Facing Challenges Through a Love of Nature

Facing Challenges Through a Love of Nature

From an early age, Olympic Swimmer Libby Trickett trained for 35 hours a week, 52 weeks a year. In 2008, she became the fastest woman on Earth over 100m.

Libby met Michael Jeh when she was 19 and thanks him for her success outside sport. "I never had any confidence at that age, and thought I'd be lucky to make it through my degree," she says.

Michael, a Sri Lankan-born refugee and former professional cricketer, is an Australian sports life skills trainer. "In our sports people we create an image of the perfect human, it makes them narcissistic," he says.

Swimming culture is particularly adept at creating narcissists, he says, because it's so all-consuming. "It's the elephant in the room - sport creates a one-dimensional human being. Athletes might still be measured 15 years later by what they once achieved in public."


Fortunately Libby has been able to separate sport from her own time and, as a result, become great friends with Michael. In recent weeks, Libby has faced new challenges. "I had surgery last year and had to retire from swimming ... the world championships were on in Barcelona and I thought I'd be there."

For Michael, change is nothing new. He teaches sports stars and up-and-coming athletes how to embrace change, often using experiences in nature as powerful lessons.

He loves the ocean. "In sport you're taught to control everything but in the ocean, you have to yield to its power," he says. "Being thrown under a wave, bundled up in a ball and dumped on a beach, Michael says "is a euphemism for my childhood. The ultimate change was fleeing a war-torn country, yielding to this pressure and having to adapt to survive."

Michael uses his life-changing experiences and instinct-training with lions in the South African bush to teach professionals and school children about controlled risk taking. Good people, he says, take risks - a normal healthy obsession.

"Controlled risk taking - satisfies a human urge to take risks and hopefully prevents you taking risks in another dumb way," he says. 

Whether being charged by a lion (in Michael's case) or stepping up to the starting blocks in the 2008 Olympics, Libby and Michael are used to being highly-trained and well prepared.

Like a many Australians, they live near the coast and use the ocean as a constant source of escape. 

Swimming in the ocean is liberating, it creates a sense of power. Libby says: "A swimming pool is a controlled environment, exactly 28 degrees, 8 lanes and black lines on the bottom to navigate by. In the ocean, it's open, your focus isn't on yourself any more. It's a risk we take nevertheless."   


Here are two people whose lives have challenged them in ways most of us can never imagine, yet here they are again, facing a new reality and the experience is still life-affirming.

For Michael, time spent in natural environments and the way we react when we challenge ourselves in new ways, leads to a better life.  "Whether it's school kids facing the challenges of drugs and alcohol or sports people stepping back into everyday life, we all face challenges. It's the point in our lives when we're the weakest, when we face transitions in our life, when we need a new perspective," he says.

For Michael and Libby, being in nature and experiencing wild animals is a fundamental part of that process.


Give the records again exactly, but drop the pictures.

(Records supplied begins)

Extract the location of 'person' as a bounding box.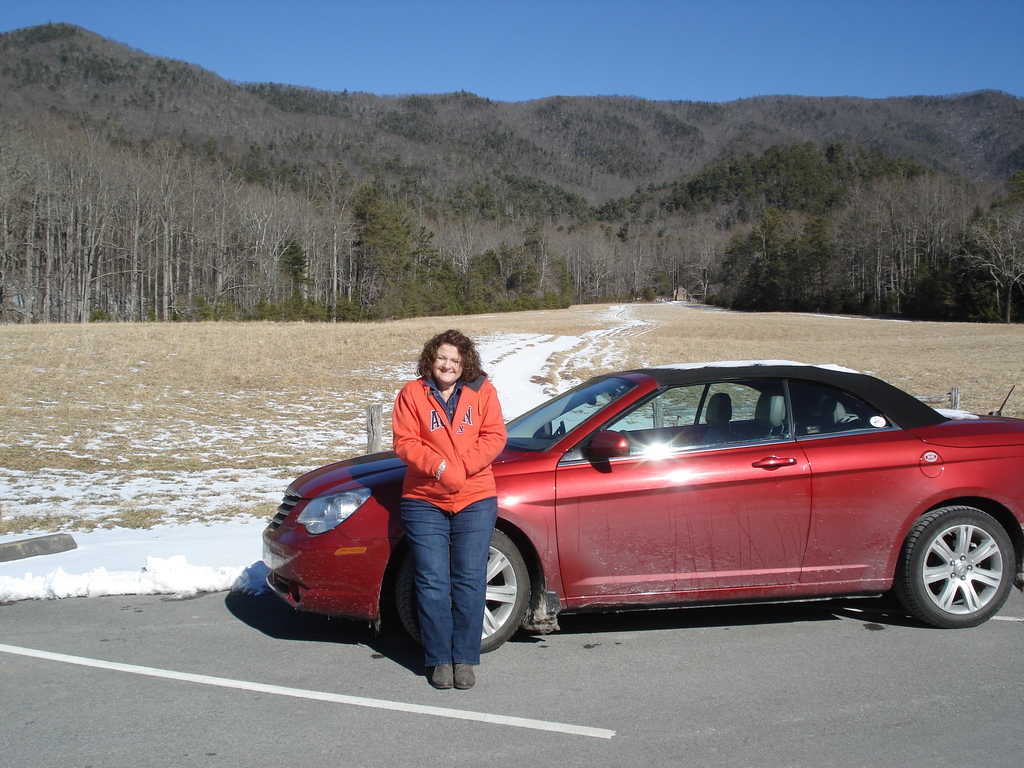
detection(394, 327, 509, 691).
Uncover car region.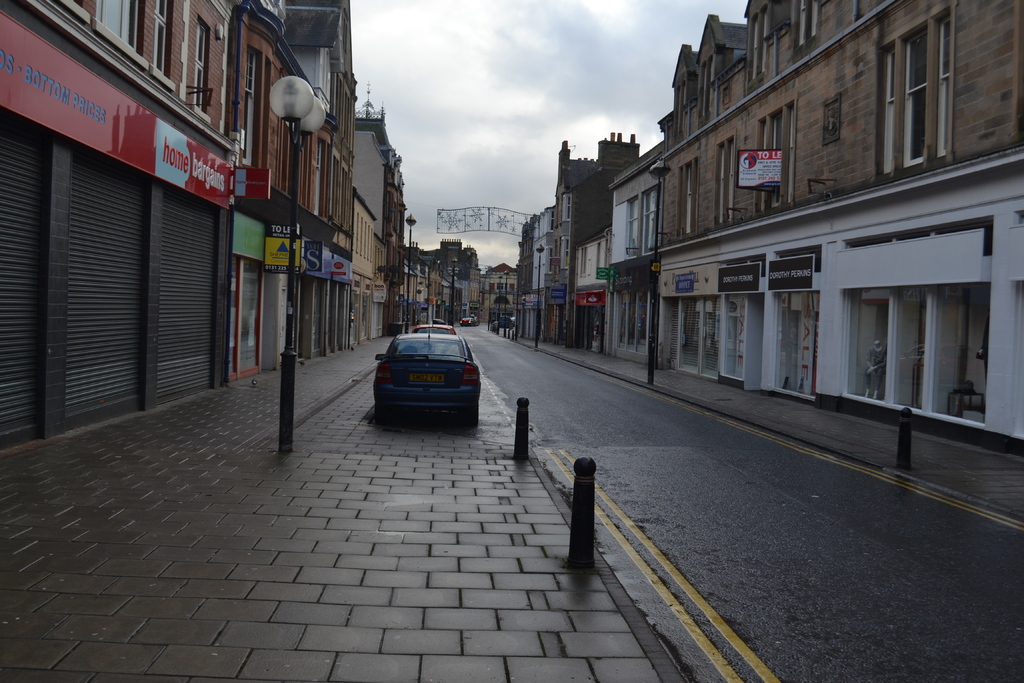
Uncovered: <region>408, 320, 460, 335</region>.
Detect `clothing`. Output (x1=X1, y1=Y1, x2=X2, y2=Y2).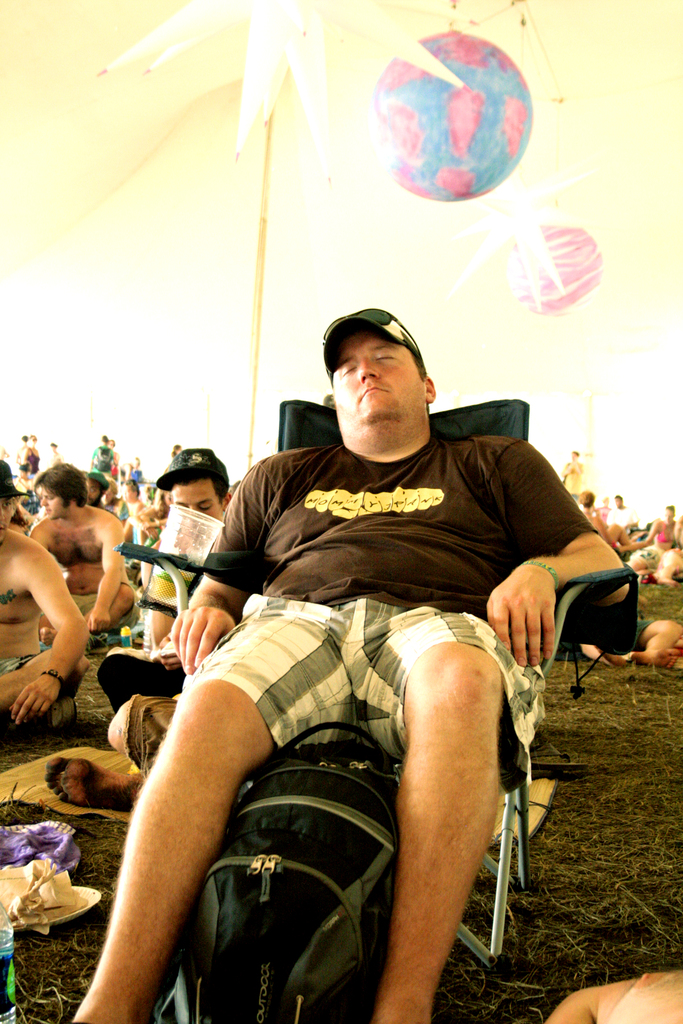
(x1=174, y1=397, x2=597, y2=854).
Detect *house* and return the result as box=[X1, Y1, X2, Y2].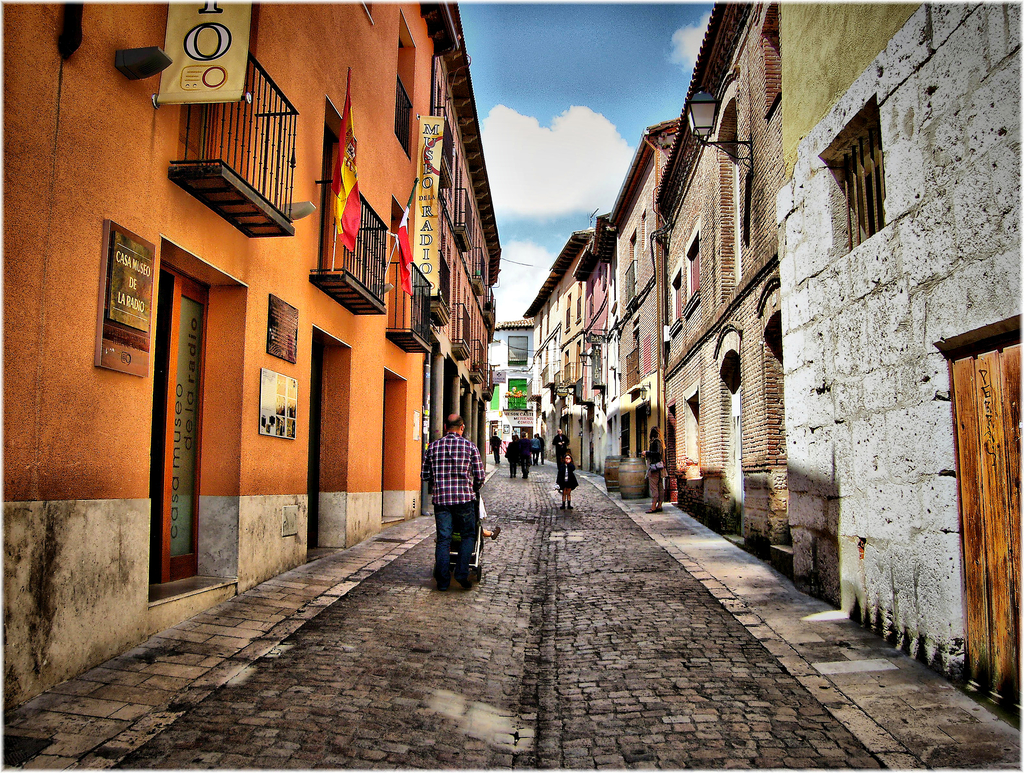
box=[650, 0, 792, 583].
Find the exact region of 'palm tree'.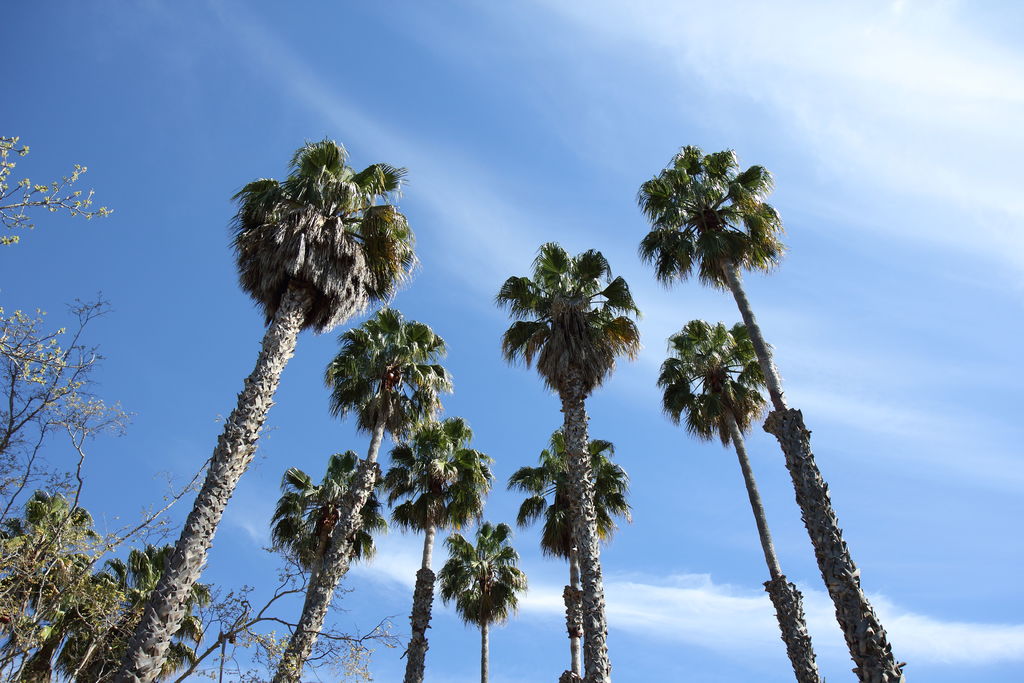
Exact region: 252 313 447 682.
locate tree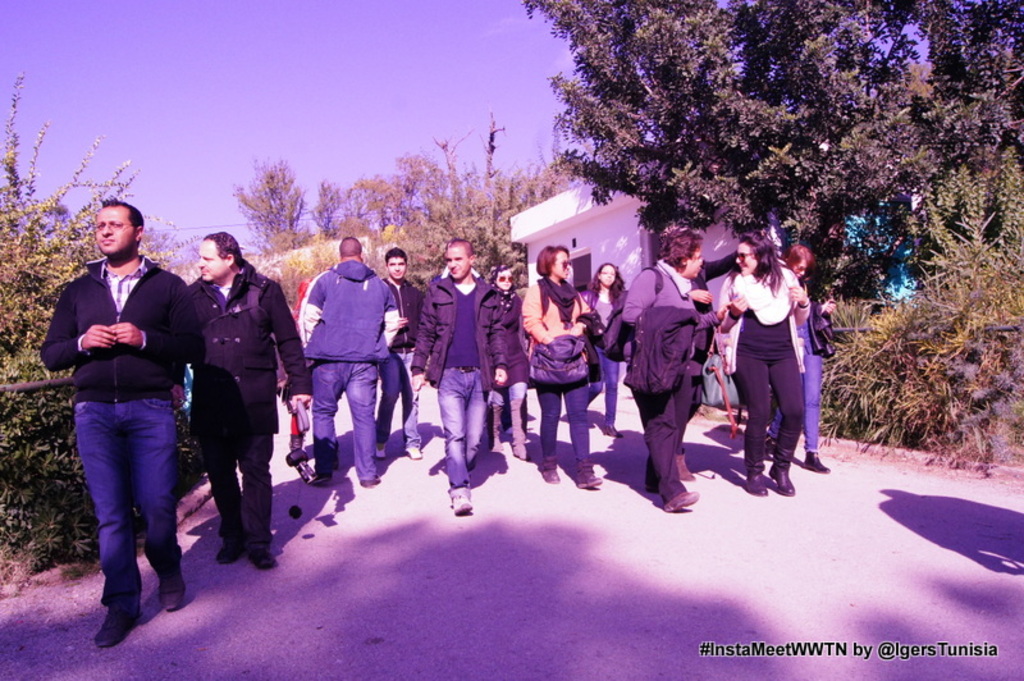
(left=221, top=147, right=302, bottom=242)
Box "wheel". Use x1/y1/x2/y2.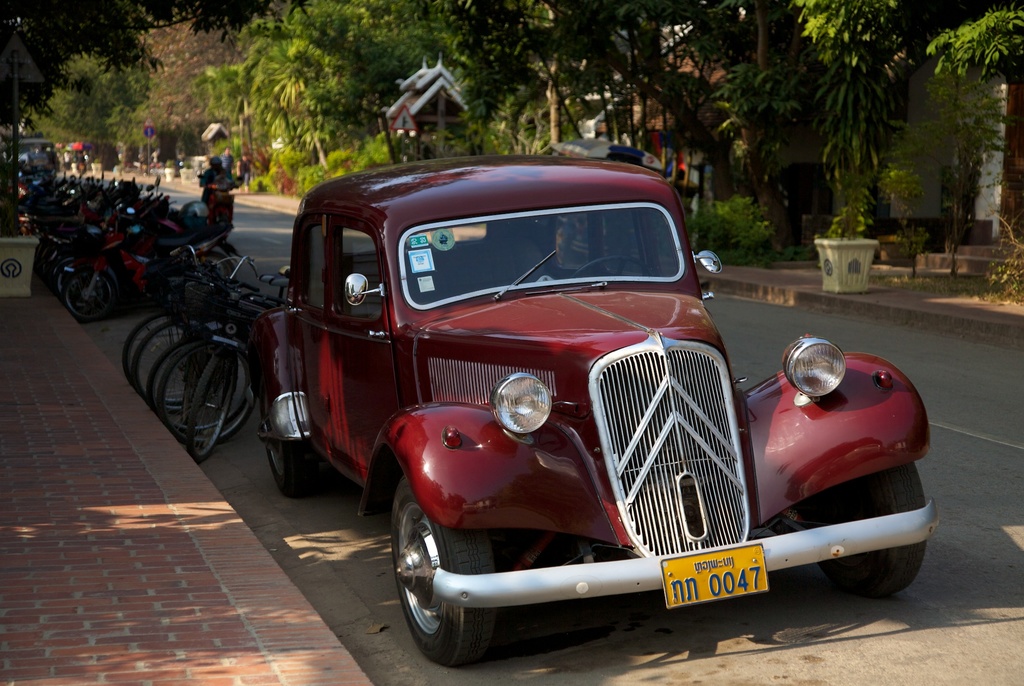
570/256/648/279.
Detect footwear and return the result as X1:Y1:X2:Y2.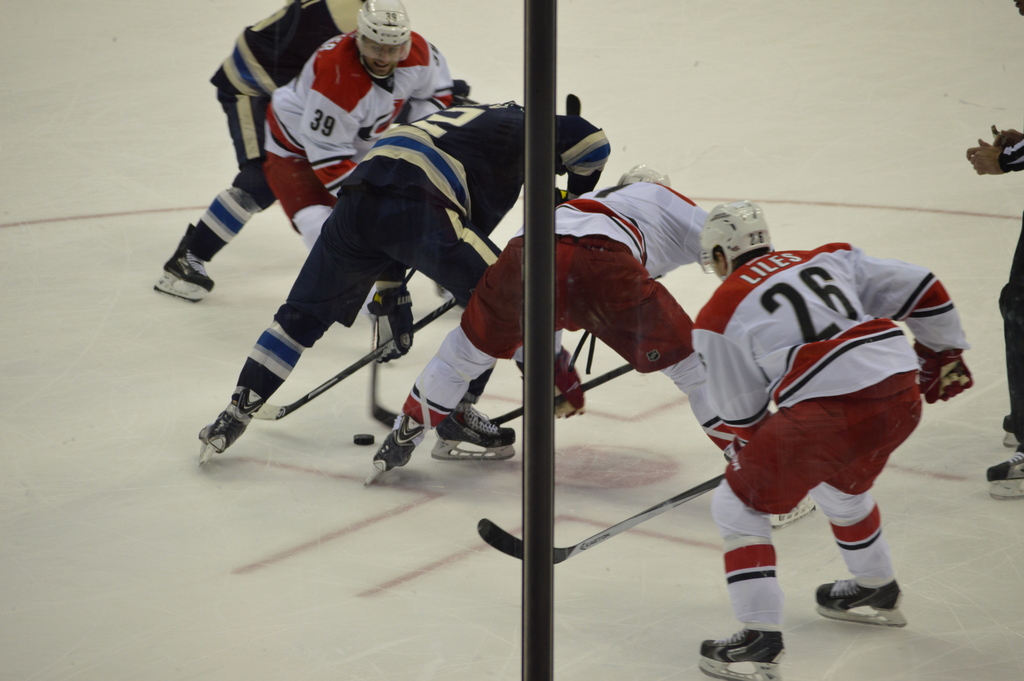
204:386:266:452.
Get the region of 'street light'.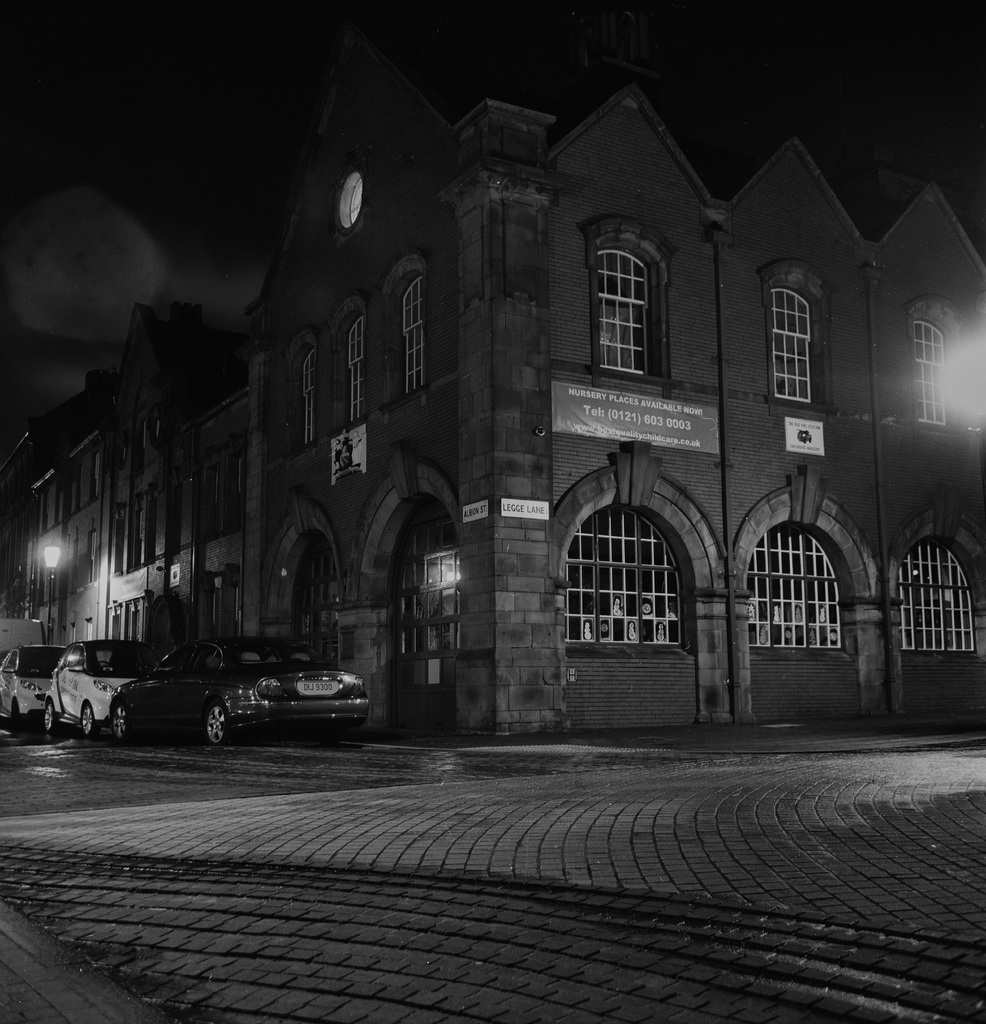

(Records supplied ends)

» **Task answer**:
Extract the location of 'person' as a bounding box.
detection(394, 327, 509, 691).
Uncover car region.
Uncovered: <region>408, 320, 460, 335</region>.
Detect `clothing`. Output (x1=X1, y1=Y1, x2=X2, y2=Y2).
(x1=174, y1=397, x2=597, y2=854).
Detect *house* and return the result as box=[X1, Y1, X2, Y2].
box=[650, 0, 792, 583].
Find the exact region of 'palm tree'.
Exact region: 252 313 447 682.
locate tree
(left=221, top=147, right=302, bottom=242)
Box "wheel". Use x1/y1/x2/y2.
570/256/648/279.
Detect footwear and return the result as X1:Y1:X2:Y2.
204:386:266:452.
Get the region of 'street light'.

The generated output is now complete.